A team of researchers from the University of Central Florida have developed a blood test that uses gold nanoparticles to show whether someone is at a higher risk of developing prostate cancer and potentially other types of cancer.

The study was published in the journal of Applied Materials and Interfaces and funded by the Department of Defense Prostate Cancer Research Program.

The team is still in the early stages of developing the test. The blood test is simple, inexpensive and quick. Researchers hope that the test will one day be available in doctors’ offices and drugstores.

Prostate cancer is one of the most common cancers among men in the United States. More than 220,000 men will be diagnosed with prostate cancer and nearly 27,500 will succumb to it this year alone. According to the American Cancer Society, about 3 million men living today have had a prostate cancer diagnosis at some point.

Gold nanoparticles are used broadly in biomedicine because of their strong light-scattering properties, making them easy to track. When the gold particles are mixed with blood they attract proteins including antibodies that are even smaller. Some of these antibodies are formed as a result of the body’s immune response to early-stage tumors.

When a certain chemical was added to the mixture, the gold nanoparticles that had tumor-specific antibodies clumped together, creating larger clusters, which were detected and measured in a device the size of a large laptop. These clusters were not found in the samples taken from individuals without cancer.

This test would be a screening test for people 45 years and older. If researchers are able to detect unusual immune activity and a patient is not really sick, but the risk of having cancer is high.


Assignment: Among the entries below, how many lines have the word "reinfection"? Answer only with the number.

━━━━━ Records shown

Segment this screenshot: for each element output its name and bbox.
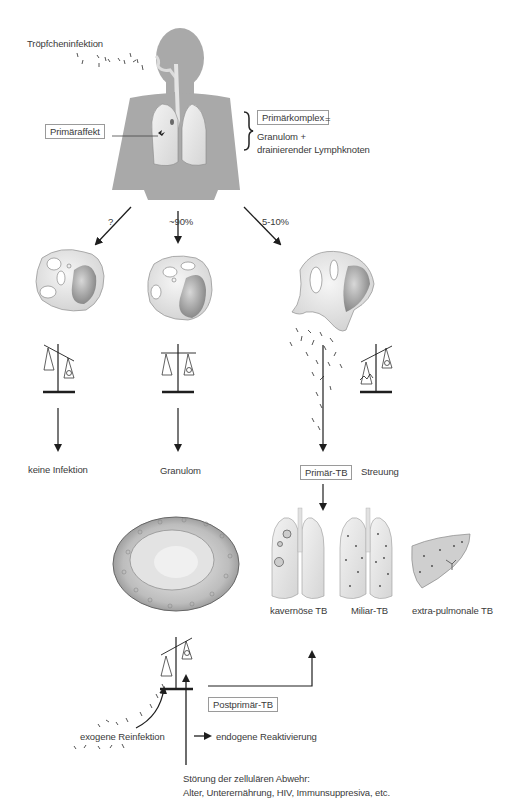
granuloma-icon [113,517,239,611]
probability-5-10: 5-10% [262,216,289,227]
primary-complex-equals: = [325,113,330,124]
outcome-primary-tb: Primär-TB [300,465,352,480]
droplets-icon [77,53,143,70]
macrophage-cell-left-icon [36,250,104,311]
endogenous-reactivation-label: endogene Reaktivierung [216,731,317,742]
balance-scale-reinfection-icon [160,637,193,689]
bursting-macrophage-icon [292,251,374,331]
immune-disorder-causes: Alter, Unterernährung, HIV, Immunsuppres… [183,787,390,798]
probability-90: ~90% [169,216,193,227]
exogenous-reinfection-label: exogene Reinfektion [80,731,165,742]
human-torso-icon [112,28,240,200]
arrow-unknown [96,207,131,244]
primary-complex-def-1: Granulom + [257,131,306,142]
bacteria-spill-icon [290,328,342,430]
primary-complex-def-2: drainierender Lymphknoten [257,144,370,155]
liver-icon [412,534,470,588]
arrow-exogenous-reinfection [136,688,164,728]
outcome-no-infection: keine Infektion [28,464,88,475]
droplet-infection-label: Tröpfcheninfektion [27,38,103,49]
balance-scale-balanced-icon [161,344,196,392]
probability-unknown: ? [108,216,113,227]
immune-disorder-title: Störung der zellulären Abwehr: [183,773,310,784]
form-extrapulmonary-tb: extra-pulmonale TB [412,605,493,616]
dissemination-label: Streuung [361,466,399,477]
miliary-tb-lungs-icon [340,508,392,599]
arrow-postprimary [208,652,312,686]
balance-scale-overloaded-icon [360,344,392,392]
curly-brace-icon [244,112,253,150]
outcome-granuloma: Granulom [160,465,201,476]
balance-scale-tilted-icon [43,344,75,392]
postprimary-tb-label: Postprimär-TB [208,697,278,712]
cavernous-tb-lungs-icon [272,508,324,599]
form-cavernous-tb: kavernöse TB [270,605,327,616]
primary-lesion-label: Primäraffekt [45,124,105,139]
form-miliary-tb: Miliar-TB [351,605,388,616]
primary-complex-label: Primärkomplex [257,110,329,125]
macrophage-cell-center-icon [148,256,212,320]
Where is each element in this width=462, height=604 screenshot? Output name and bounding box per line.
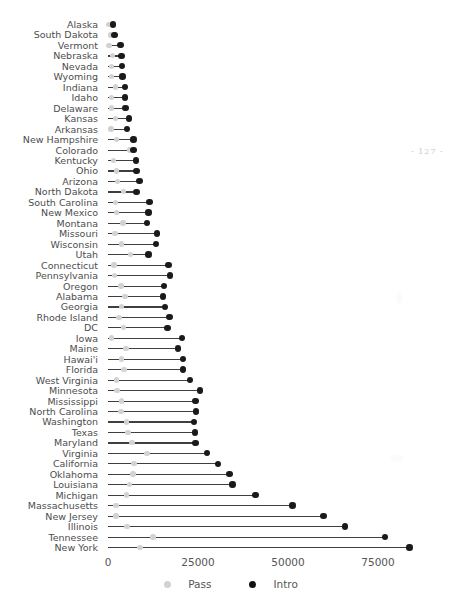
pass-dot <box>109 74 114 79</box>
connector-line <box>108 265 168 266</box>
intro-dot <box>289 502 295 508</box>
connector-line <box>108 421 194 422</box>
legend-label-intro: Intro <box>273 578 297 590</box>
pass-dot <box>109 105 114 110</box>
connector-line <box>108 505 293 506</box>
intro-dot <box>187 377 193 383</box>
pass-dot <box>115 179 120 184</box>
intro-dot <box>124 126 130 132</box>
pass-dot <box>118 283 123 288</box>
intro-dot <box>118 53 124 59</box>
intro-dot <box>164 325 170 331</box>
intro-dot <box>229 481 235 487</box>
connector-line <box>108 223 147 224</box>
connector-line <box>108 348 178 349</box>
pass-dot <box>113 200 118 205</box>
intro-dot <box>117 42 123 48</box>
intro-dot <box>130 147 136 153</box>
pass-dot <box>121 325 126 330</box>
connector-line <box>108 275 170 276</box>
intro-dot <box>119 73 125 79</box>
intro-dot <box>226 471 232 477</box>
pass-dot <box>124 419 129 424</box>
connector-line <box>108 296 163 297</box>
legend-item-pass: Pass <box>164 578 211 590</box>
pass-dot <box>130 471 135 476</box>
intro-dot <box>175 345 181 351</box>
intro-dot <box>144 220 150 226</box>
pass-dot <box>114 210 119 215</box>
pass-dot <box>125 430 130 435</box>
intro-dot <box>153 241 159 247</box>
pass-dot <box>108 126 113 131</box>
intro-dot <box>191 419 197 425</box>
x-axis: 0250005000075000 <box>0 556 462 576</box>
connector-line <box>108 181 139 182</box>
legend-marker-pass-icon <box>164 581 171 588</box>
pass-dot <box>109 95 114 100</box>
connector-line <box>108 432 195 433</box>
intro-dot <box>252 492 258 498</box>
connector-line <box>108 442 195 443</box>
pass-dot <box>121 367 126 372</box>
legend-label-pass: Pass <box>188 578 211 590</box>
pass-dot <box>131 461 136 466</box>
intro-dot <box>161 283 167 289</box>
intro-dot <box>167 272 173 278</box>
intro-dot <box>133 189 139 195</box>
pass-dot <box>122 294 127 299</box>
x-tick-label: 25000 <box>181 556 214 568</box>
pass-dot <box>113 503 118 508</box>
intro-dot <box>166 314 172 320</box>
dumbbell-plot-area: AlaskaSouth DakotaVermontNebraskaNevadaW… <box>0 0 462 604</box>
connector-line <box>108 170 136 171</box>
connector-line <box>108 463 218 464</box>
intro-dot <box>122 84 128 90</box>
intro-dot <box>165 262 171 268</box>
intro-dot <box>197 387 203 393</box>
pass-dot <box>124 524 129 529</box>
intro-dot <box>320 513 326 519</box>
intro-dot <box>204 450 210 456</box>
intro-dot <box>382 534 388 540</box>
connector-line <box>108 244 156 245</box>
x-tick-label: 75000 <box>361 556 394 568</box>
intro-dot <box>162 304 168 310</box>
pass-dot <box>119 241 124 246</box>
connector-line <box>108 327 167 328</box>
connector-line <box>108 547 410 548</box>
pass-dot <box>114 377 119 382</box>
intro-dot <box>136 178 142 184</box>
pass-dot <box>113 116 118 121</box>
pass-dot <box>116 315 121 320</box>
intro-dot <box>160 293 166 299</box>
intro-dot <box>180 356 186 362</box>
intro-dot <box>126 115 132 121</box>
connector-line <box>108 474 230 475</box>
intro-dot <box>122 94 128 100</box>
pass-dot <box>114 388 119 393</box>
pass-dot <box>119 356 124 361</box>
pass-dot <box>109 335 114 340</box>
pass-dot <box>111 262 116 267</box>
pass-dot <box>119 398 124 403</box>
intro-dot <box>342 523 348 529</box>
row-label-50: New York <box>0 541 98 554</box>
x-tick-label: 50000 <box>271 556 304 568</box>
intro-dot <box>111 32 117 38</box>
pass-dot <box>110 53 115 58</box>
legend-marker-intro-icon <box>249 581 256 588</box>
intro-dot <box>180 366 186 372</box>
pass-dot <box>129 440 134 445</box>
pass-dot <box>114 168 119 173</box>
pass-dot <box>123 346 128 351</box>
connector-line <box>108 286 164 287</box>
intro-dot <box>130 136 136 142</box>
intro-dot <box>192 398 198 404</box>
intro-dot <box>406 544 412 550</box>
chart-legend: Pass Intro <box>0 574 462 594</box>
pass-dot <box>106 43 111 48</box>
connector-line <box>108 306 165 307</box>
intro-dot <box>193 408 199 414</box>
pass-dot <box>137 545 142 550</box>
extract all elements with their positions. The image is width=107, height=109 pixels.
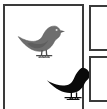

━━━━━━━━━━

Solution to the problem: 3